Marketing music campaign for Rain Retail Software

Graphic design and front-end development
My Role
UI/UX design, Front-end development, and Graphic design
Platform(s)
Web and print
Timeline
November 2019 - July 2020

TLDR
Responsibilities
UX lead across research, wireframing, prototyping, and production. Designed and built the microsite. Designed and developed all email campaigns. Art directed print and trade show materials from concept through final delivery.
Results
A fully integrated campaign across six-plus channels that ran from November 2019 through July 2020, built around real conversations with real shop owners.
Highlights
On-site user research with music retailers shaped the entire strategy. Every channel, print, digital, and in-person, was designed to reinforce the same message at the same time.

The Problem

Music shop owners are running two businesses at once. Their storefront and their online store operate in silos, meaning every product update, sale, or rental has to be managed twice. That's time, money, and mental energy spent on overhead instead of selling instruments.

Rain Retail needed a campaign that could walk into the NAMM tradeshow and make that problem feel solved before a vendor ever signed up.

Process &  Key decisions

I led research, design, and front-end execution across every touchpoint of this campaign.
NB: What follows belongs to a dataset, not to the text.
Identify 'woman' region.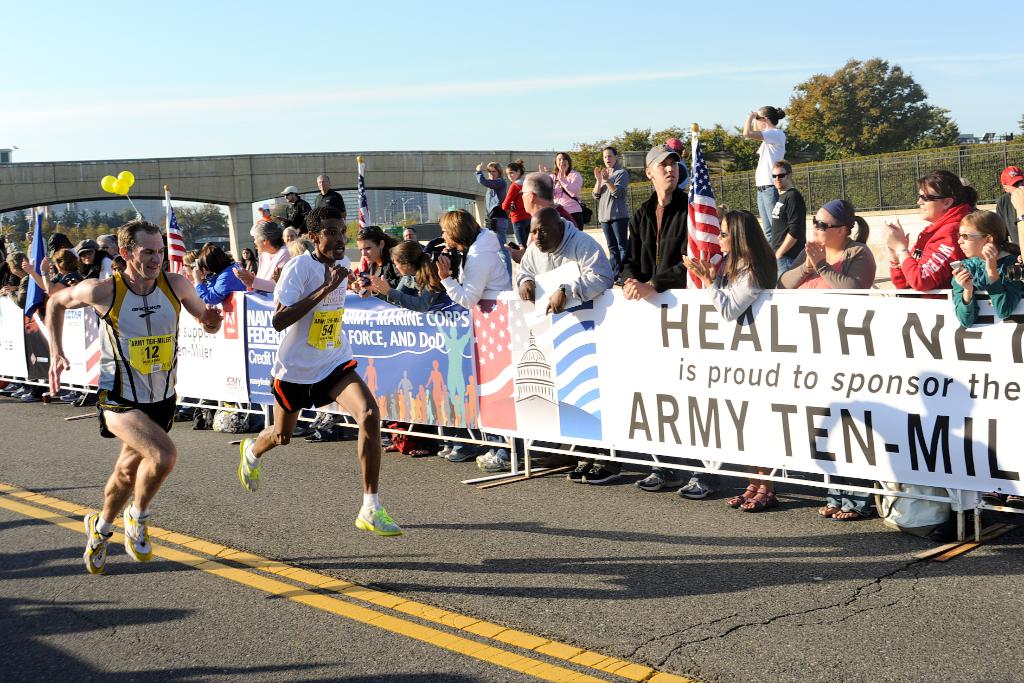
Region: <region>349, 222, 399, 449</region>.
Before a single wireframe was drawn, we went on-site to local music shops and talked directly with owners about where their day was breaking down. That fieldwork shaped every decision that followed.


Magazine Ads

A three-month run in MMR and Music and Sound Retailer, intentionally timed to overlap with the email campaign. Someone reading the ad and getting the email in the same week wasn't a coincidence.
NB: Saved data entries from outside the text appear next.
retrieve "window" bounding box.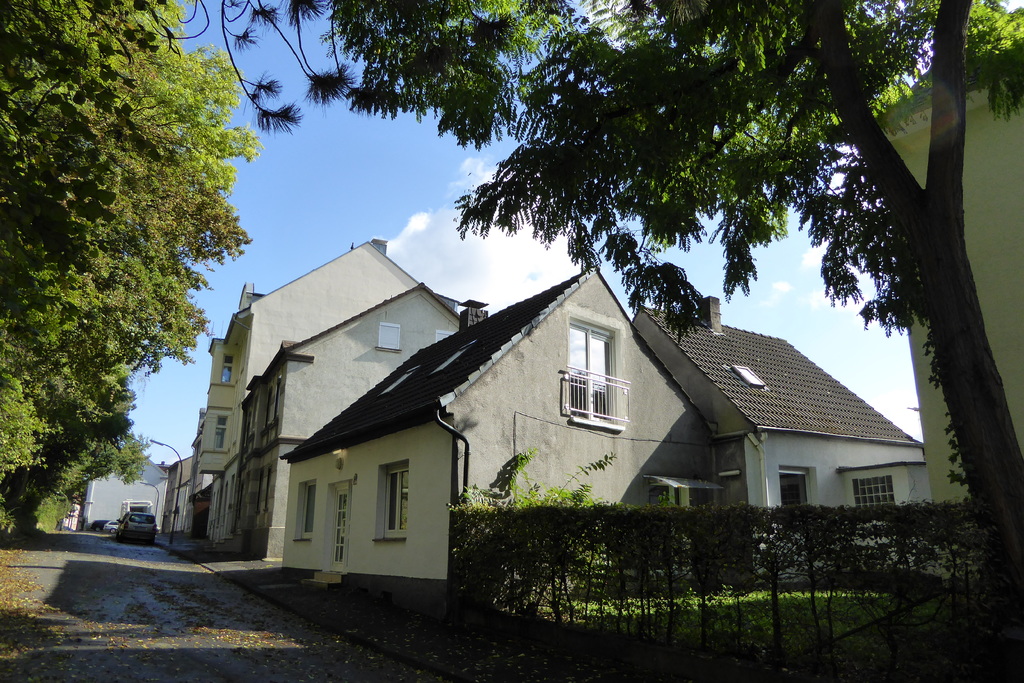
Bounding box: box(379, 470, 408, 536).
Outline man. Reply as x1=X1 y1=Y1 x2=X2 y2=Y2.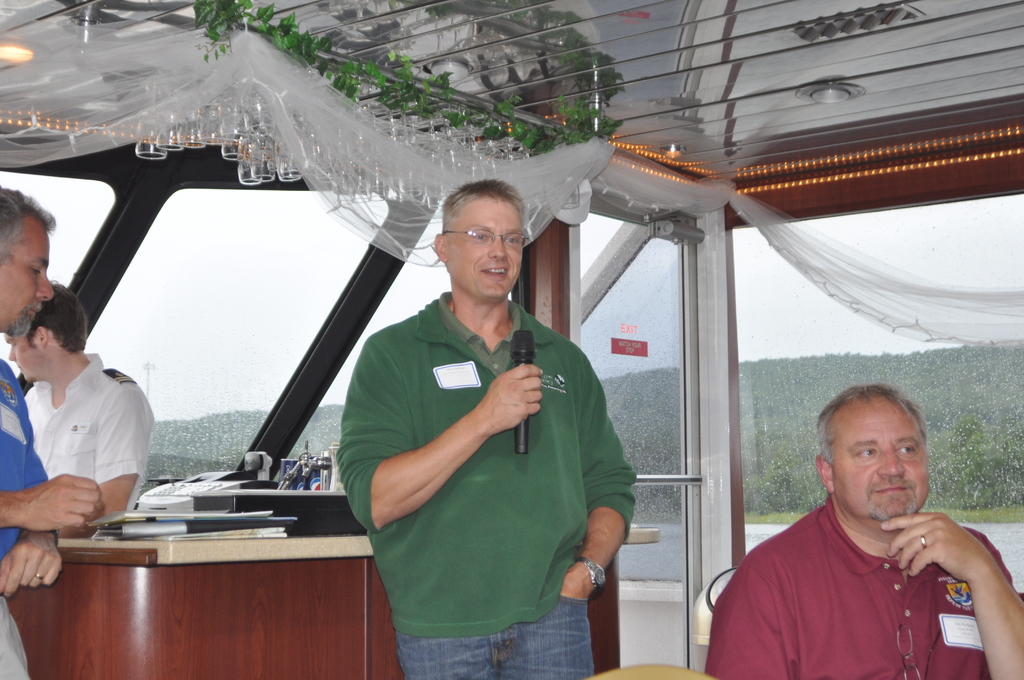
x1=706 y1=384 x2=1023 y2=679.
Design System & Components

With this many deliverables shipping across print and digital, consistency wasn't optional. I built out a shared set of components and visual standards early so that a trade show banner and a Facebook ad felt like they came from the same place. It kept production moving and made the brand feel deliberate at every touchpoint.

The result is a UI that feels like a single cohesive product even though it's doing a lot of different things at once.

Building out the design system was a deliberate part of the process, not an afterthought. Components were designed to be flexible enough to work across the ecommerce, customizer, and management flows without losing visual coherence. Color tokens, typography scales, and interactive states were all documented so that decisions made at the component level stayed consistent whether a user was browsing products, managing their team, or reviewing an order.

Final Experience

From the NAMM backdrop to the inbox, every piece of this campaign was designed to tell one coherent story. A music retailer could see a magazine ad in January, get an email in February, stop by the booth at NAMM, and land on the microsite, and each one picked up where the last left off. That continuity was the product.

Impact & Findings

Increased qualified leads at NAMM
The microsite drove a 34% increase in pre-show inquiries compared to the previous year, giving the sales team warmer conversations on the floor.
Email engagement outperformed benchmarks
The three-part series averaged a 27% open rate across all sends, well above the industry average for B2B software at the time.
Brand recognition carried past the show
Post-NAMM follow-up showed that vendors who had seen both the magazine ads and email campaign were significantly more likely to book a demo, pointing to the value of the synchronized, multi-channel approach.

Let’s work together

I’m currently open to mid–senior UX/UI, product design, and UX engineering roles where I can own end‑to‑end experiences and work closely with engineering teams.